Baiju was attending the U of T Survey Camp on Gull Lake near Minden, about 100 kilometres north of Peterborough, when he died Tuesday.
Emergency services said they responded the area at roughly 4:45 p.m. on Tuesday. The teen was pulled from the lake and transported by paramedics to the Haliburton Highlands Health Services hospital in Minden, where he was pronounced dead, according to Sgt. Peter Leon of Haliburton Highlands OPP detachment.
Baiju was a civil engineering student at U of T who was excited to embark on his second year of studies, his uncle Manoj Gopinath said in an interview Thursday.
Gopinath said Baiju had already purchased back-to-school items in anticipation of his new year. Now they sit untouched in shopping bags, Gopinath said, and his nephew will never get the chance to use them.
“He bought five or six dress shirts, pants, shoes, perfumes ... all with his own money.”
Baiju worked two part time jobs to pay for his tuition and support his family, Gopinath said. “He was really hard working. He was a really ambitious kid.”
Gopinath isn’t entirely sure how the incident took place, and that he has only received official information from police.
“We are still in the dark.”
He said he has heard a few different versions of the incident and wants to find out what actually happened to his nephew.
According to Leon, Baiju was in the water with friends when he drowned.
“I understand he was in the water with friends; he became separated from them, at which point they made an attempt to locate their friend and removed him from the water immediately and started with first aid themselves,” he said.
Gopinath was concerned that there weren’t proper safety precautions in place.
“I have a lot of questions to ask to university authorities regarding this, because it’s not a recreational trip or anything. It’s part of the study program,” he said.
“They had been taken to their facility. It’s not a public area.”
Cristina Amon, dean of faculty of applied science and engineering at U of T, said the camp only involved land-related activities and that students were given a list of rules to follow. She could not confirm whether the rules barred students from going in the water.
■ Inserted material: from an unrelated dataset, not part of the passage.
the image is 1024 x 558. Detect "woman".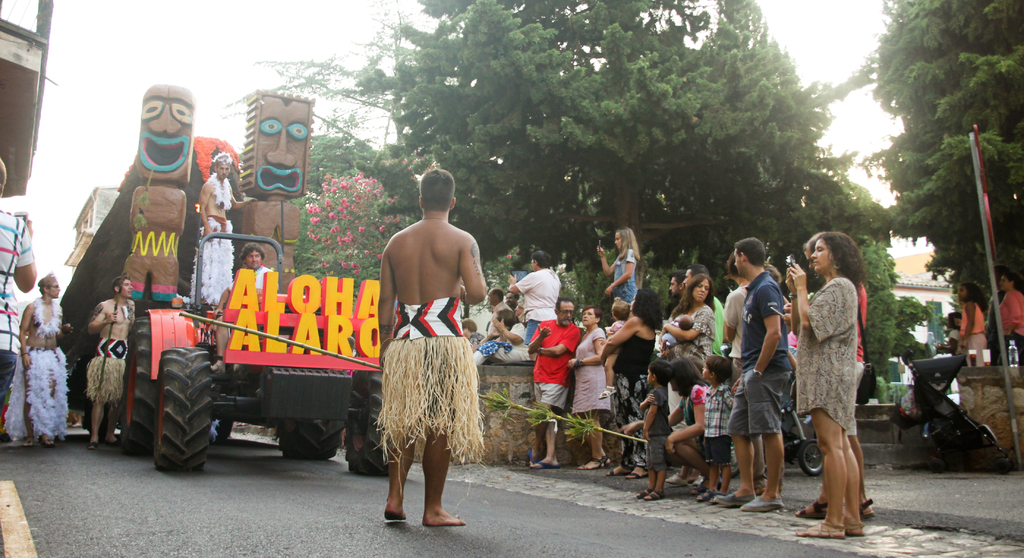
Detection: [656,272,716,486].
She said the school is committed to finding out what happened and how to ensure in the future that this situation will never happen to another student or family.
The U of T Survey Camp, built on the 175-acre property that U of T purchased in 1919, has operated since 1920. For two weeks every year over the summer, it trains undergraduate civil and mineral engineering students in land surveying and engineering project management.
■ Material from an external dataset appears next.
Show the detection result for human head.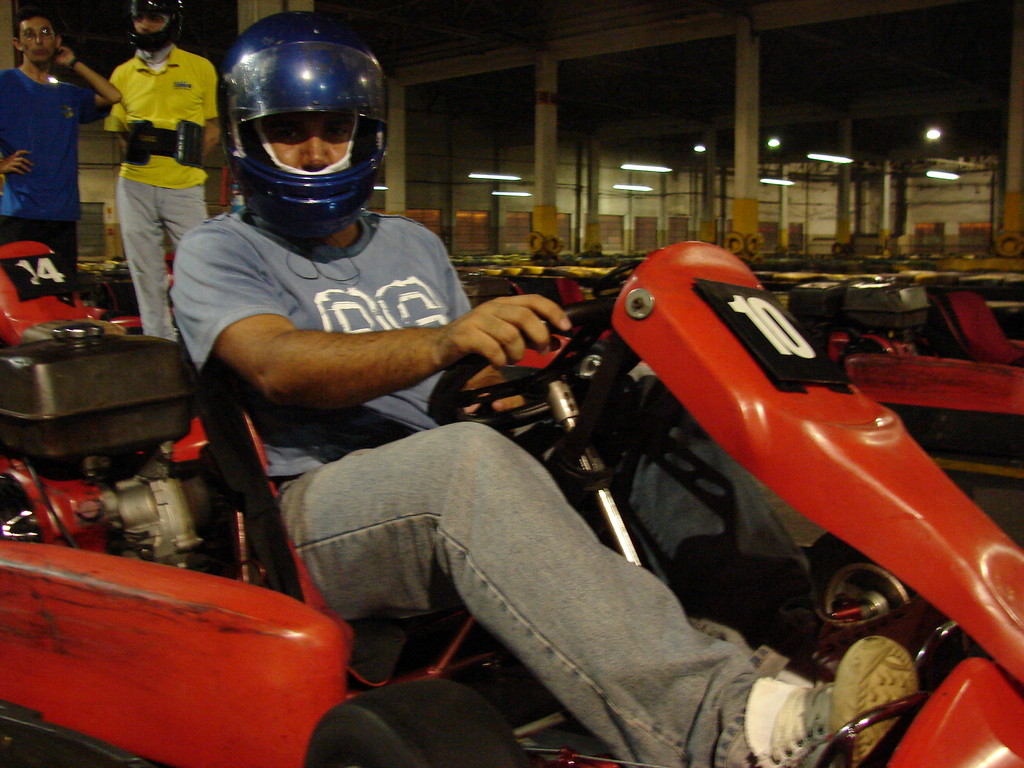
crop(124, 0, 182, 54).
At the camp, students, who are about to start their second year, get hands-on skills in topographic mapping, route and construction surveying, as well as concepts like GPS (global positioning systems), integrated water system and geology. Amon said the camp is mandatory for second-year civil engineering students.
Amon said 50 students were partaking in the camp when the incident occurred. She sent a message to staff and students, in which she announced the cancellation of this week’s programming at the camp. Students who were participating in it returned Tuesday night, she said.
“Today, our attention must be with those affected by this terrible tragedy. The thoughts of our entire community are with the family and friends of the student who died,” she wrote.
A GoFundMe page was set up to help raise funds for Baiju’s funeral. By Thursday afternoon 47 people had raised $3,665 of the $20,000 goal.
Gopinath said their family is absolutely destroyed by the loss.
“We are totally devastated,” he said.
“I don’t know what to say. He was the only hope for them. A hope for the whole family.”